Ioanna Iordanou (Twitter; LinkedIn) joins Andrew (Twitter; LinkedIn) to discuss Venice’s Secret Service. Her research on “centralized intelligence” during the Italian Renaissance has secured her two entries in Guiness World Records!
- The origins of centralized intelligence
- “The Council of Ten” - Venice’s spy chiefs
- “The Inquisitors of the State” - Venice’s counterintelligence body
- Venetian power in the Eastern Mediterranean
- The rise and fall of empires
- The relationship between geography and power
“Considering some of the most significant challenges we face right now, such as disease, we just got over a global pandemic or migration or trade or climate change or cybersecurity, all these issues do not stop at the borders like any early modern spies, they cross borders. So even reflecting on how people dealt with these things in the past might help us make better political, social, economic decisions.” – Ioanna Iordanou.
Resources SURFACE SKIM*Headline Resource
- Venice’s Secret Service: Organizing Intelligence in the Renaissance, Ioanna Iordanou (Oxford University Press, 2014)
- Espionage and the Two Queens with Kent Tiernan (2023)
- The Counterintelligence Chief with FBI Assistant Director Alan Kohler (2023)
- The Lion and the Fox – Civil War Spy vs. Spy with Alexander Rose (2023)
- Keeping Secrets/Disclosing Secrets with Spy Chief turned DG of Australia’s National Archives David Fricker (2022)
- A Brief Overview of Renaissance History, Art in Context (2023) [Short article]
- Profile of a City: Venice, Renaissance Italy (2012) [Short article]
- Brief History of the Renaissance in 5 Minutes, 5 Minutes (2022) [YouTube video]
- Inventing the World: Venice and the Transformation of Western Civilization, M. F. Small (Pegasus Books, 2020)
- City of Fortune: How Venice Ruled the Seas, R. Crowley (Random House, 2013)
- A World Lit Only by Fire: The Medieval Mind and the Renaissance, W. Manchester (Little, Brown and Company, 1993)
- The Life and Letters of Sir Henry Wotton, Internet Archive (1907)
- The de’Barbari Map (View of Venice), Cartography Venice Project Center (1500)
- Letter of Aeneas Silvius Piccolomini to Lord Cardinal Firmanus, Carleton College (1453)
- The Shorter Annals of Venice, Carleton College (ca. 13th century)
- Venetian Diplomatic Agents in England, British History Online (1202-1509)
- Browse the art of Titian, an artist whose work was used as a form of payment for spies and intelligence gatherers in Venice. Not a bad paycheck!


### ACTION ITEM
I'd like the entries repeated exactly, pictures omitted.

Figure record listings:
_ _ _

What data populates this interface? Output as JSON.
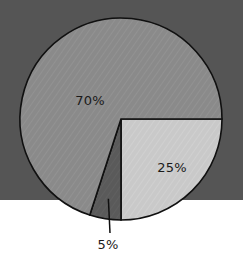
{
  "chart_data": {
    "type": "pie",
    "title": "",
    "subtitle": "",
    "xlabel": "",
    "ylabel": "",
    "legend_position": "none",
    "grid": false,
    "categories": [
      "70%",
      "25%",
      "5%"
    ],
    "values": [
      70,
      25,
      5
    ],
    "labels": [
      "70%",
      "25%",
      "5%"
    ],
    "slices": [
      {
        "label": "70%",
        "value": 70,
        "color": "#8a8a8a",
        "label_placement": "inside",
        "label_x": 90,
        "label_y": 101
      },
      {
        "label": "25%",
        "value": 25,
        "color": "#c9c9c9",
        "label_placement": "inside",
        "label_x": 172,
        "label_y": 168
      },
      {
        "label": "5%",
        "value": 5,
        "color": "#5a5a5a",
        "label_placement": "callout",
        "label_x": 108,
        "label_y": 245
      }
    ],
    "start_angle_deg": 0,
    "direction": "clockwise",
    "center_x": 121,
    "center_y": 119,
    "radius": 101
  },
  "canvas": {
    "width": 243,
    "height": 264,
    "background_top_color": "#555555",
    "background_bottom_color": "#ffffff",
    "band_split_y": 200
  },
  "style": {
    "outline_color": "#101010",
    "outline_width": 1.6,
    "label_text_color": "#1a1a1a",
    "hatch_color": "#ffffff",
    "leader_line_color": "#101010"
  },
  "labels": {
    "slice_major": "70%",
    "slice_medium": "25%",
    "slice_minor": "5%"
  }
}
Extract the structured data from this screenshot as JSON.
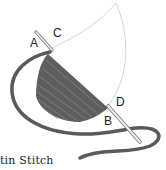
{
  "labels": {
    "a": "A",
    "b": "B",
    "c": "C",
    "d": "D"
  },
  "caption": "tin Stitch",
  "colors": {
    "thread": "#5a5a5a",
    "outline": "#c8c8c8",
    "needle": "#e8e8e8",
    "background": "#ffffff"
  }
}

_ _ _

### EXERCISE SOLUTION
What data populates this interface? Output as JSON.
{
  "chart_data": {
    "type": "pie",
    "title": "",
    "subtitle": "",
    "xlabel": "",
    "ylabel": "",
    "legend_position": "none",
    "grid": false,
    "categories": [
      "70%",
      "25%",
      "5%"
    ],
    "values": [
      70,
      25,
      5
    ],
    "labels": [
      "70%",
      "25%",
      "5%"
    ],
    "slices": [
      {
        "label": "70%",
        "value": 70,
        "color": "#8a8a8a",
        "label_placement": "inside",
        "label_x": 90,
        "label_y": 101
      },
      {
        "label": "25%",
        "value": 25,
        "color": "#c9c9c9",
        "label_placement": "inside",
        "label_x": 172,
        "label_y": 168
      },
      {
        "label": "5%",
        "value": 5,
        "color": "#5a5a5a",
        "label_placement": "callout",
        "label_x": 108,
        "label_y": 245
      }
    ],
    "start_angle_deg": 0,
    "direction": "clockwise",
    "center_x": 121,
    "center_y": 119,
    "radius": 101
  },
  "canvas": {
    "width": 243,
    "height": 264,
    "background_top_color": "#555555",
    "background_bottom_color": "#ffffff",
    "band_split_y": 200
  },
  "style": {
    "outline_color": "#101010",
    "outline_width": 1.6,
    "label_text_color": "#1a1a1a",
    "hatch_color": "#ffffff",
    "leader_line_color": "#101010"
  },
  "labels": {
    "slice_major": "70%",
    "slice_medium": "25%",
    "slice_minor": "5%"
  }
}
Extract the structured data from this screenshot as JSON.
{
  "labels": {
    "a": "A",
    "b": "B",
    "c": "C",
    "d": "D"
  },
  "caption": "tin Stitch",
  "colors": {
    "thread": "#5a5a5a",
    "outline": "#c8c8c8",
    "needle": "#e8e8e8",
    "background": "#ffffff"
  }
}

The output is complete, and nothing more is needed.